How to Write a Value Proposition That Actually Works
Most value propositions are vague, generic, or feature-focused. Here's the practical process for writing one that converts — with formulas, tests, and real examples.
Most early-stage companies don't have a customer acquisition strategy. They have a list of tactics they're trying — some paid ads here, a few blog posts there, maybe a cold outreach campaign — and they call it a strategy.
The difference matters more than most founders realize. Tactics are individual actions. Strategy is the system that decides which actions to take, in what order, and why. Without strategy, you're spending money and time without a framework for knowing whether it's working — or what to do when it isn't.
This post is about building that framework. Not the hottest growth hack of the quarter. The actual system.
Before you can build a strategy, you need to be fluent in the numbers that determine whether acquisition is sustainable.
Customer Acquisition Cost (CAC) is the total cost to acquire one paying customer — ad spend, content costs, sales salaries, tools, everything — divided by the number of new customers in a given period. Most companies undercount CAC by leaving out overhead and people costs.
Lifetime Value (LTV) is the total revenue you expect from a customer over their relationship with your business. For a subscription product, it's average monthly revenue times average customer lifespan. For a transactional product, it's average order value times purchase frequency times lifespan.

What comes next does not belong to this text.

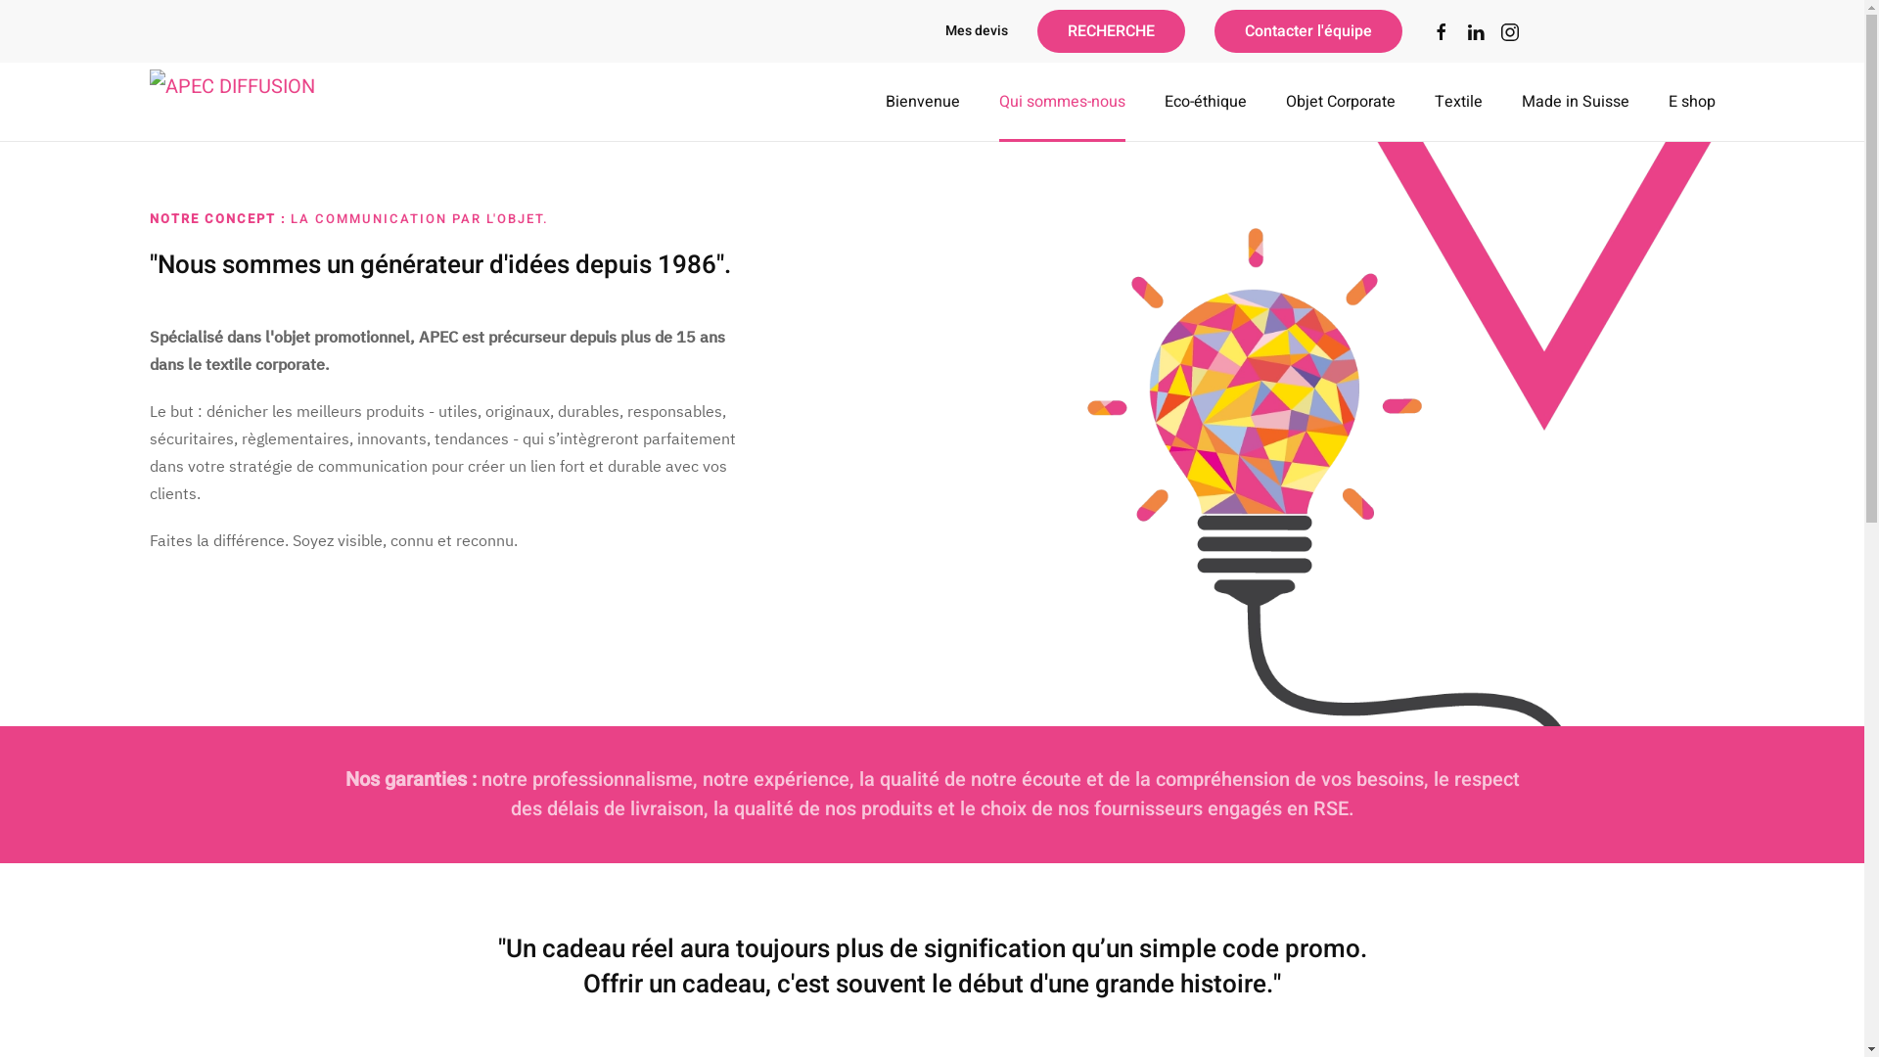  What do you see at coordinates (976, 31) in the screenshot?
I see `Mes devis` at bounding box center [976, 31].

Payback period is how long it takes to recover what you spent to acquire a customer. A 12-month payback period means you're cash-flow negative on every new customer for a full year before you break even.

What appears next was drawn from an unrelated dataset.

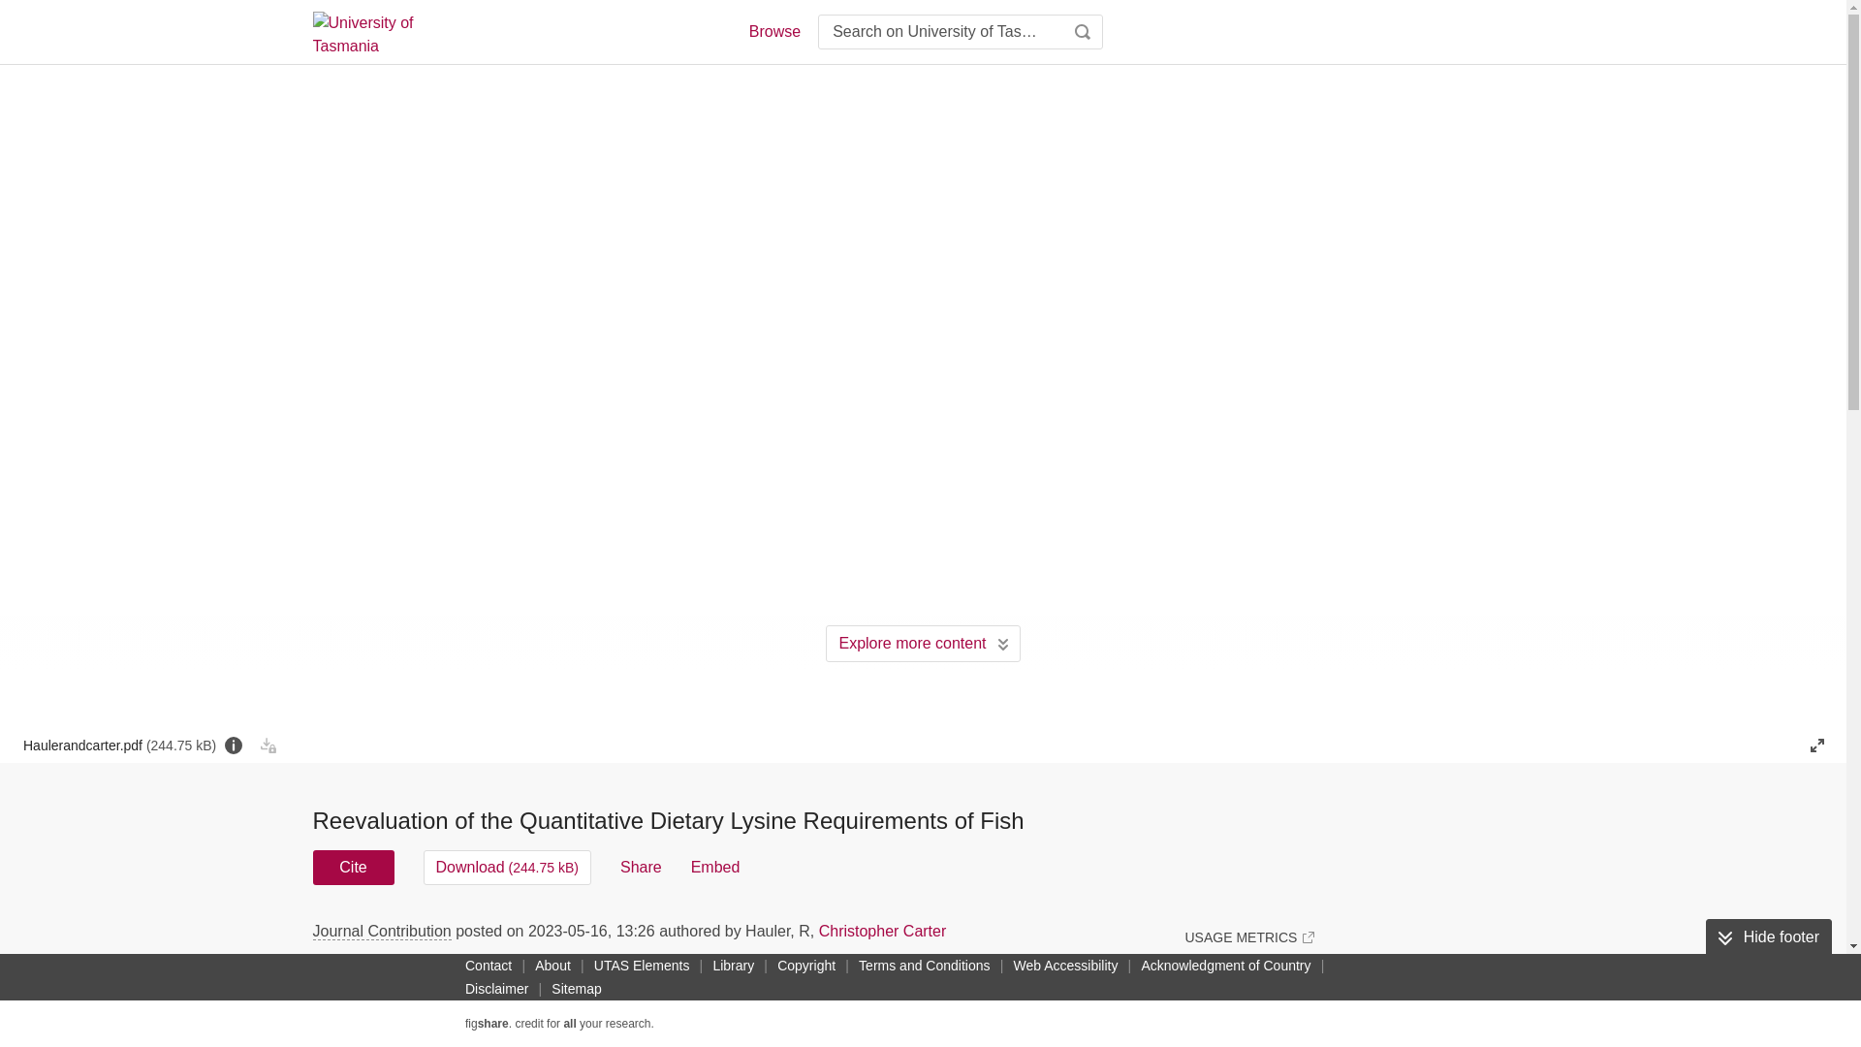 The width and height of the screenshot is (1861, 1047). What do you see at coordinates (882, 930) in the screenshot?
I see `Christopher Carter` at bounding box center [882, 930].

These three numbers have to come first — because they tell you how much you can afford to spend to acquire a customer, and whether your current acquisition efforts are economically viable.

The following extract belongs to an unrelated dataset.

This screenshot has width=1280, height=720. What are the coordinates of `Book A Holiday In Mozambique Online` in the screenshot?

The rule of thumb most investors use: LTV should be at least 3x CAC. Payback period should ideally be under 12 months, and shorter if you're capital-constrained. If your numbers don't clear these thresholds, no acquisition channel will save you — you need to fix the unit economics first.
There are dozens of acquisition tactics, but most of them fit into three channel categories that have demonstrated the ability to scale: content and SEO, paid acquisition, and partnerships and distribution. Each has real tradeoffs.
Content and SEO
Content-driven acquisition works by creating useful material — blog posts, guides, tools, videos — that attracts your target audience through search or social sharing. When done well, it builds a compounding asset: content you published two years ago still brings in leads today.
The tradeoff is time. SEO takes months to show results. It requires consistent investment before you see return. But for businesses with a clearly defined audience searching for solutions, content is one of the highest-ROI channels over a 2–3 year timeframe.
Paid Acquisition
Paid channels — search ads, social ads, display — give you speed and control. You can turn them on, test messaging, and get data fast. The feedback loop is tight.
The tradeoff is that paid acquisition rarely gets cheaper over time. CPCs and CPMs tend to rise as competition increases. Paid acquisition also stops the moment you stop funding it — there's no compounding effect. It works best when you have a clear ICP, a proven conversion path, and unit economics that support the cost.
Partnerships and Distribution
Distribution partnerships — integrations, co-marketing, referral programs, channel resellers, platform partnerships — can unlock large audiences that would take years to build organically.
The tradeoff is complexity and control. Partnerships take time to negotiate and build. But when it works, distribution is one of the most capital-efficient channels available.
The right question is: where are your customers already?
If your ICP is a mid-market operations manager, they're probably not scrolling Instagram for software solutions. They might be reading industry newsletters, attending virtual conferences, or searching Google for specific workflow problems. That's where your energy belongs.
A simple framework for channel selection:
Having a channel isn't the same as having a system. A system means you can measure what's working, diagnose what isn't, and make decisions based on data.
Tracking CAC properly requires more discipline than most companies apply. A common mistake is calculating CAC as ad spend divided by new customers — leaving out labor, tools, and overhead. Track fully-loaded CAC.
Attribution is genuinely hard with longer sales cycles. A simple first-touch or last-touch attribution model with consistent application tells you more than no model at all.
A healthy funnel at early stage: high-quality top-of-funnel traffic from your target channel → a landing page with a clear value proposition → trial or demo request → conversion to paid. Every stage should have a benchmark. If you don't know your conversion rates at each stage, you can't diagnose where the funnel is leaking.
The instinct to diversify is usually premature. Most companies should resist it longer than feels comfortable.
Double down when:
Explore diversification when:
The signal to watch is CAC trend over time. If it's flat or improving, stay focused. If it's rising consistently, that's the market telling you it's time to look elsewhere.
Before you build your acquisition strategy, it helps to know which channels your competitors are already using — and which ones they're not. DimeADozen.AI generates a competitive intelligence report on any business in under an hour, including channel analysis and market positioning gaps. It's $59 at dimeadozen.ai — and it'll show you where the white space is before you commit budget to a channel someone else already owns.
The best acquisition strategy isn't the most creative one. It's the one built on accurate information about your market, your customers, and your unit economics — executed with enough focus to actually learn something.